At this point, the laoban, an angry-looking little woman with short hair, came over and started talking sharply to Al. "She says we have to go," he told me. "Oh, are they closing?" I asked. "No, she says actually just you are to go." "Why me?" I asked. The two talked for a while. "She says you're making people uncomfortable." "What people?" I asked. Again they talked. "She says everyone."

Meanwhile the woman was talking to the people at the table, all of whom now did really seem to be uncomfortable. "Why don't you ask them what they think?" I suggested. "After all, they invited us to join them." Al tried, but whenever he spoke to someone at the table, they just put their heads down in a gesture common among Chinese in embarrassing situations. I suggested to Al that maybe we should move back to our own table and finish eating.

"I think maybe we should just go," he said. "I paid for food, and I'm going to eat it," I said. "If these people are really uncomfortable, fine, I'll sit at a different table, but I shoudln't have to leave." The whole thing was really puzzling.

Al and I moved over to our table, and he fidgeted nervously while we kept eating. Meanwhile, the laoban kept talking to the other table, more loudly than before. The waiters and the cooks had all come out and gathered around her. Finally Al said, "We really should go," with a peculiar urgency. I asked why we had to leave so quickly. "She's using old words, very bad words." I asked him what he meant, and he said, "She says you are . . . " He had to consult a pocket translator for a minute. He held it out to me so that I could read the word "capitalist roader" on the screen.
"Are you sure?" I asked. It didn't make any sense to me; how could I be a capitalist roader? More importantly, how could a Chinese capitalist (i.e., business-owner) use even the word "capitalist" as an insult? He said he was sure this was the word she was using. I noticed that by now the whole table was starting to glare at me, and there was a twingy nervousness to everyone at the restaurant. Al and I left, started to walk home.

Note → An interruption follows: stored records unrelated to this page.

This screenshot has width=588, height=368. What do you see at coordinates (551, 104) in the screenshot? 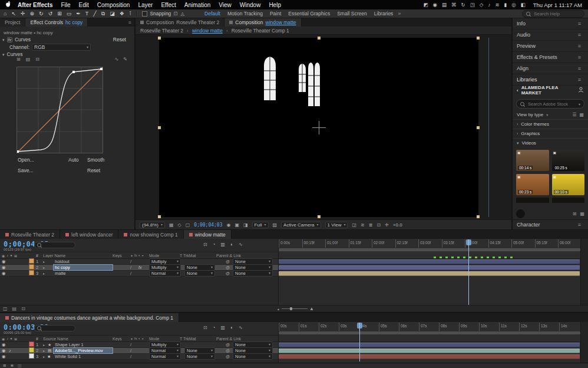
I see `stock-search-input` at bounding box center [551, 104].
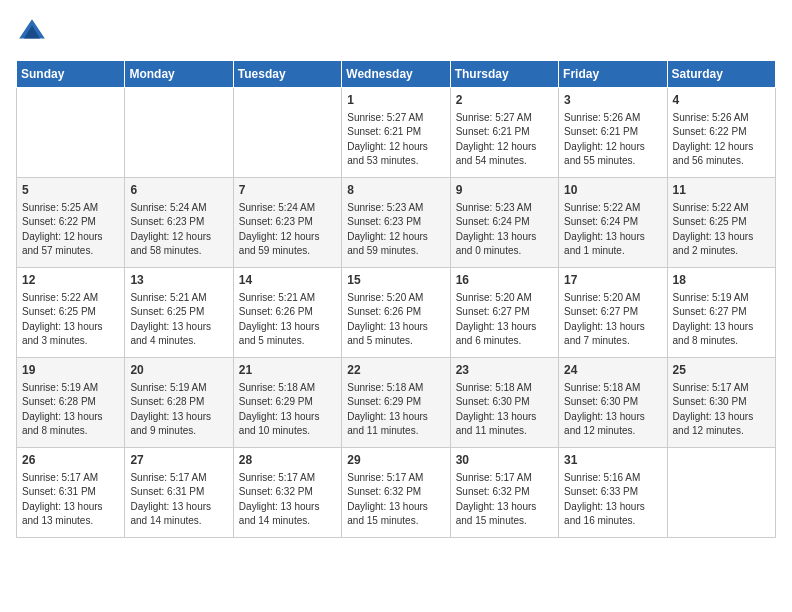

"What was that about?" I asked.

Al said, "She I think is scared of foreigners. She says you are capitalist roader, you will make the country bad." I asked whether people talked like this normally. (Actually, I asked what the hell year it was that people were still talking this way.) "This is old words," he said. "Old, bad words. No one says this now. She is . . . backwards . . . We should be faster." He started to walk more quickly, so I looked back. One of the waiters and a cook from the restaurant were following us. Al and I walked faster and faster, and still the two men followed us. They didn't leave off until we were close to my apartment, where the security guards walked over to talk to the two restaurant workers. The whole thing was quite unnerving.

Last night the thing that amazed me was that this old word, capitalist roader, could be used now by someone who is quite clearly a capitalist about someone who really barely qualifies as one. The use of the word just seemed empty, hollow, as though it were meaningless--just something mean and ugly to say about someone. I thought all these political words and phrases had always been that way, just negativity and insults thrown at people without taking the target into account.

Today I realized that the most amazing thing about the experience was that the word still works. I had watched the mood of the whole restaurant change, just because one nasty, little woman used this meaningless word from the past. People who had been excited to talk to me only moments before had become detached and maybe a bit hostile just because of these words. It seems there's an incredible amount of mob mentality still tied to what should be obsolete language. Truly bizarre.